10 APR 2013 : Two Greenpeace activists dressed as polar bears climb the oil drilling rig West Hercules at an upgrading facility in Ølen, Rogaland in Western Norway. The curious polar bears began inspecting the rig which is due to leave shortly for the Arctic as part of Statoil’s extensive summer drilling program in the northern reaches of the Barents Sea. Nick Cobbing/Greenpeace

This week, the global Actions community within Greenpeace is coming together to share best practices and lessons learned from recent campaigns. These are the people who coordinate the bold, iconic (and often high risk) actions that set Greenpeace campaigns apart and inspire others to take action.

Thijs Notenboom, the Head of Actions at Greenpeace International, coordinates this global community of actions campaigners and is playing an important role in helping the global organisation think about how to bridge digital mobilisation with offline action to achieve greater impact.

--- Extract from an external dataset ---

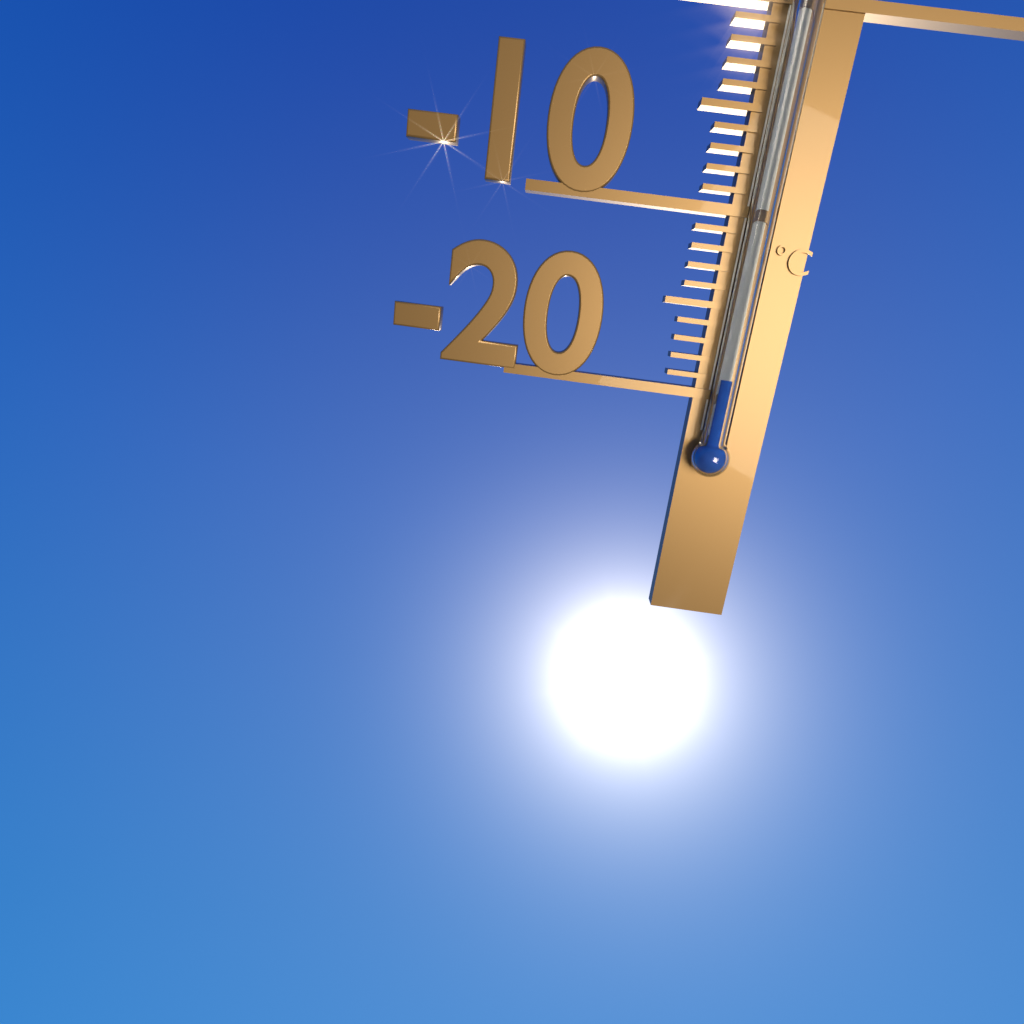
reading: -19 °C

In the clip below, Thijs talks about three ways to innovate on the classic real world “actions” model:

  1. remote participation: an online activity can now have an immediate and direct impact on real-world actions (e.g closing of a gate or pipe via steps or clicks)
  2. mobilising more people: rapid communication tools linking supporters or individuals to actions can mobilise people in record time– to get people  in the streets or invite them to join a Greenpeace campaign action (eg. Greenpeace Germany mobilised many people to make a 200,000-person human chain between two power plants)
  3. crowd-powered research: we can work with our global online supporters community to help build intel that powers campaign actions (e.g. does anyone know anyone who could tell us where the oil rig is heading?)

Thijs also sends an important message to digital campaigners and digital mobilisation pros: to achieve truly innovative and breakthrough mobilisation efforts, we need to understand what actions coordinators and campaigners really mean when planning or executing Direct Actions, Direct Communications, Photo Opportunities, and Protests.

The differences between these four tactics are significant, and they play uniquely different roles in winning campaigns. Just as campaigners need to understand how new digital tools and strategies work (like social media) to be effective in designing campaign strategy, digital campaigners need to appreciate the nuances between these types of actions to make valuable contributions to campaign planning.